PCDForum Column #14 Release Date July 1, 1991

by Robin Broad, John Cavanagh, and Walden Bello

Washington is offering Latin American countries the carrot
of increased access to North American markets if they
continue repaying their debts and agree to a development
strategy that emphasizes private enterprise, removal of
trade barriers, and the opening of their economies to
foreign investment. Essentially, the Bush administration is
suggesting that Latin America can export its way to South
Korea or Taiwan status through the export-led growth
strategies–the same strategies that provided the framework
for the structural adjustment policies the World Bank and
IMF have imposed on dozens of countries in Africa, Asia
and Latin America.

A decade of experience demonstrates that such policies
damage environments, worsen structural inequities, bypass
popular participation and fail even in the narrow goal of
pulling economies forward. In the frenzy to increase
exports, countries commonly resort to the easiest short
term approach: unsustainable exploitation of their natural
resource base. Thus, timber exports have denuded mountains, causing soil erosion and drying critical watersheds.
Cotton, soybeans and other cash crops have typically
depended on polluting pesticides and fertilizers. Large
fishing boats have destroyed the coral reefs where fish
breed and live. Tailings from mines have polluted rivers
and bays and reduced the productivity of crop lands.
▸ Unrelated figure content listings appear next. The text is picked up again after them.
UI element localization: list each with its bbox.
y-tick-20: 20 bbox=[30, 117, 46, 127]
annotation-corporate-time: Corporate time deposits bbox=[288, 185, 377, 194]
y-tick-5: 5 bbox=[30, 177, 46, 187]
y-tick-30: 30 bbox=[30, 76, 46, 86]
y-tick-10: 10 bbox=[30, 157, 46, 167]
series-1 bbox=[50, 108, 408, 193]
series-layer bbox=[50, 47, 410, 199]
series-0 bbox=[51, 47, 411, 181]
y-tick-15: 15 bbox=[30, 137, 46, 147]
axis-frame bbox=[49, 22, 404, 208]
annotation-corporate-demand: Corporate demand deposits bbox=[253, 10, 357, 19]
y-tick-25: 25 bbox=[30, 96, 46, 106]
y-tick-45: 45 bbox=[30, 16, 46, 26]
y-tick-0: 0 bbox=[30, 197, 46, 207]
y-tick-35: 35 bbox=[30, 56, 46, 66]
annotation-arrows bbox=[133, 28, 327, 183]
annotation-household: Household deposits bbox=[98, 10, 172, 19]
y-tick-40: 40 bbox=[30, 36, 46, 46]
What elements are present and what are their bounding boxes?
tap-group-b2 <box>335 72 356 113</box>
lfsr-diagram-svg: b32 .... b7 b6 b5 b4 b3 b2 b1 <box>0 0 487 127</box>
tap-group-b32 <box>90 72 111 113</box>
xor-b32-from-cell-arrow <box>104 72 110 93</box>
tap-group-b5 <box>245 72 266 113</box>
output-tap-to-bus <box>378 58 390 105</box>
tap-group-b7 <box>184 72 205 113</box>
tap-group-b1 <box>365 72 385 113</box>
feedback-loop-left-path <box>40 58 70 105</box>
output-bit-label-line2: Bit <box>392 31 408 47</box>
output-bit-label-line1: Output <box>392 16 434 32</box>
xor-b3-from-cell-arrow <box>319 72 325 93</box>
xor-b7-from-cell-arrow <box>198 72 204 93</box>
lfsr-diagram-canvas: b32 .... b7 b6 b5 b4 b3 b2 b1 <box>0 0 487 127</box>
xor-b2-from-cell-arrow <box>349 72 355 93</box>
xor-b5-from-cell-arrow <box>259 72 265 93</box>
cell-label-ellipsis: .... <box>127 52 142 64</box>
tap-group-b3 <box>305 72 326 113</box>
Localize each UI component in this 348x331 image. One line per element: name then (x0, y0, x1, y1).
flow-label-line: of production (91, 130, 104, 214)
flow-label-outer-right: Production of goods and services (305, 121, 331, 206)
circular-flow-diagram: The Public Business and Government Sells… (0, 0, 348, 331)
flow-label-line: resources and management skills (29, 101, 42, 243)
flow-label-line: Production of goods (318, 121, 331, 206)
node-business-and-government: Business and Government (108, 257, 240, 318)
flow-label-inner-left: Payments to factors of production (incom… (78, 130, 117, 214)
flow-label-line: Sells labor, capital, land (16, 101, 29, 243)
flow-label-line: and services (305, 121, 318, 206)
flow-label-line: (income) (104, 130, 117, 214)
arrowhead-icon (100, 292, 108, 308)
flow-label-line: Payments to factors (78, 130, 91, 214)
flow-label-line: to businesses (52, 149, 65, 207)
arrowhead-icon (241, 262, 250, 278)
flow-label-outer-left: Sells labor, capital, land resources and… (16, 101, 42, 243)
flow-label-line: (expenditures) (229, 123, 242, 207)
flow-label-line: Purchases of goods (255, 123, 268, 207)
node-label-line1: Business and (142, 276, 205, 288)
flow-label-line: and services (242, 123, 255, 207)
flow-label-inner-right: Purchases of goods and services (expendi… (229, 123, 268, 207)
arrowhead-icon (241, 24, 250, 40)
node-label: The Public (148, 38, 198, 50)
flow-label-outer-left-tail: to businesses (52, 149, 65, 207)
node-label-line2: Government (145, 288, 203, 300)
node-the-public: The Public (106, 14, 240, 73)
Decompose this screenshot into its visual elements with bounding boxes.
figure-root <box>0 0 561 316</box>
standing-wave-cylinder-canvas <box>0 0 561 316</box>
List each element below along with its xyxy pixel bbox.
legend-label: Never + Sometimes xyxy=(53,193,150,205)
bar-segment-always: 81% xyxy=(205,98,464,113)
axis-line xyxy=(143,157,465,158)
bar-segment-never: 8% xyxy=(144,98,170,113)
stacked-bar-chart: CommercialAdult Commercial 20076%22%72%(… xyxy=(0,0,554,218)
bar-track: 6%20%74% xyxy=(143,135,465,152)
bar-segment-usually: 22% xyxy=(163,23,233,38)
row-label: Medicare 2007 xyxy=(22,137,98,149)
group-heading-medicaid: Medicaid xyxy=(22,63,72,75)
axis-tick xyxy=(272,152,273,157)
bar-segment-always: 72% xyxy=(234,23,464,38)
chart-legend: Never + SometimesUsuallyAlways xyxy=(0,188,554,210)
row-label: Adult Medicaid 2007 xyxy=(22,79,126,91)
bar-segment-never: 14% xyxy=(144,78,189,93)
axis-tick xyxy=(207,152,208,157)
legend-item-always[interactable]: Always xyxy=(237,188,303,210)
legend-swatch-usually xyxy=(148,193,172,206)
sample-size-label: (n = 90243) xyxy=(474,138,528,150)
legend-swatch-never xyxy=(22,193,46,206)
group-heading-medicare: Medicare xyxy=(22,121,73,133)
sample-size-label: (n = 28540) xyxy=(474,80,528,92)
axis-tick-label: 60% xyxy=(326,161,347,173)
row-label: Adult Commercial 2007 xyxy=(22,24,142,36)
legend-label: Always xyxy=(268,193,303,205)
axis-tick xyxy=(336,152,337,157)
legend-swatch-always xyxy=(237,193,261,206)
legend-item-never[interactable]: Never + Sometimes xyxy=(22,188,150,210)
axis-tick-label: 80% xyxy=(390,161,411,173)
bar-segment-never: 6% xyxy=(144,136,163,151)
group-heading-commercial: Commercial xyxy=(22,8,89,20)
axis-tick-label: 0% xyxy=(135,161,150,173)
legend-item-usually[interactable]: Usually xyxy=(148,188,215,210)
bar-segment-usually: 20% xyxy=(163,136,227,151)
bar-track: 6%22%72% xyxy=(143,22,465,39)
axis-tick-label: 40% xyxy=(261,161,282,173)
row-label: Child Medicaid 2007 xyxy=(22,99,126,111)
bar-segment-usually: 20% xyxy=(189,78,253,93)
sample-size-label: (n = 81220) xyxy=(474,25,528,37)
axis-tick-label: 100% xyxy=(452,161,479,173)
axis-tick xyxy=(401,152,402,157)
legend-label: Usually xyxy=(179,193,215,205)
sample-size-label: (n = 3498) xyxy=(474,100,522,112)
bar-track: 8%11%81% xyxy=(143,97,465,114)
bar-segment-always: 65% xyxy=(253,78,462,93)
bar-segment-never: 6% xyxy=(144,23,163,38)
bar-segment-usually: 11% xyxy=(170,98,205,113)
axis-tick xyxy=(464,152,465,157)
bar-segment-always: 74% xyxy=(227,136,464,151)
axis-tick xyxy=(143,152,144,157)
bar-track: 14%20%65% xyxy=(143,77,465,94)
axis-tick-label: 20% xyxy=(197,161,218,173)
In Latin America, the major beneficiaries of such
policies have been the large U.S. banks. Since 1983, Latin
American nations have paid to creditor banks and institutions over $100 billion in debt service more than they have
received in new loans and aid. This has left them precious
little either for social programs or development projects.
The resulting declines in spending on social programs have
resulted in irreparable long-term damage to the health,
nutrition and education of those who fall below the poverty
line.

This is not to deny the need for substantial reforms,
reduced government spending, and the appropriate use of
markets. At the same time, the lessons of the 1980s teach
that there are no shortcuts to development. Development
strategies will not succeed and endure unless they also
incorporate ecological sustainability, equity and participation as integral to their commitment to improved living
standards. The generalized failure of development during
the 1980s is a direct consequence of the neglect of this
reality by most governments and official assistance agencies.

This reality is, however, a centerpiece concern of the
new wave of democratic movements that are emerging in
Latin America–as they are in Asia and Africa–through
which millions of workers, farmers, women and environmentalists are demanding the right to define and control
their own futures. These movements reject the heavy
emphasis of free-market development on exports based on
cheap Latin American resources and labor. They focus
instead on the development of domestic markets and
recognize that the creation of effective consumer demand
depends on eliminating the severe inequalities that commonly depress the purchasing power of workers and
peasants. This type of market development depends
fundamentally on effective government action in such areas
as land reform, progressive taxation and advancement of
workers rights.

Building development dreams on cotton, timber,
minerals and other ecologically damaging exports is not
only unsustainable, it fails to ask the more fundamental
question of whom development should benefit. If foreign
exchange receipts are to benefit the common people they
must come not from the sale of primary commodities, but
rather from processed commodities, manufactures and
environmentally sensitive tourism.

Why should citizens’ movements pushing for a more
equitable, sustainable and participatory development stand
a chance in the 1990s? Much of the answer lies in the
extraordinary possibilities of the current moment.

For four decades, the Cold War reduced most development discussions to ideological arguments over capitalism versus socialism, markets versus governments, and
diverted attention away from non-ideological global
concerns such as environment, health and economic decay.
The dramatic end of the Cold War provides an opportunity
to move beyond sharply drawn ideological categories to a
more pragmatic assessment of the proper roles of government and the market. Such an assessment might allow us to
see that if there is to be a more unified and sound Western
hemispheric market, the marginalized millions of the
hemisphere must first become effective consumers and,
more important, central participants in planning their future.
_______________

Robin Broad is Assistant Professor at The American University.
John Cavanagh is a Fellow of the Institute for Policy Studies.
Waldon Bello is Executive Director of the Institute for Food and
Development Policy. Broad and Bello are also contributing
editors of the People-Centered Development Forum. This column
was prepared and distributed by the PCDForum based on an
article by the authors in Food First News.